PROBLEM DESCRIPTION
Only the lines from the one that contains "pyautogui.click(x=<x>, y=<y>)" through the end of the entries, both included, should be transcribed, exactly and without pictures.

--- EXTRACTED INFORMATION ---

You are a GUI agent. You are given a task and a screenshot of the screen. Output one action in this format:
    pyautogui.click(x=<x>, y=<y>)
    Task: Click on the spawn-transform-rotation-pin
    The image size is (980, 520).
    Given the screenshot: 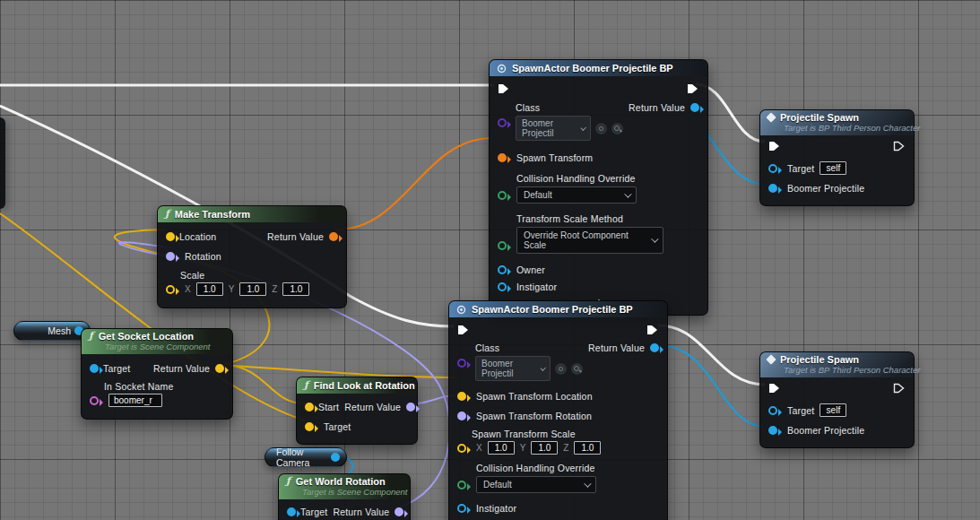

---

THE COMPLETED TASK
    pyautogui.click(x=<x>, y=<y>)
    Task: Click on the spawn-transform-rotation-pin
    The image size is (980, 520).
    Given the screenshot: 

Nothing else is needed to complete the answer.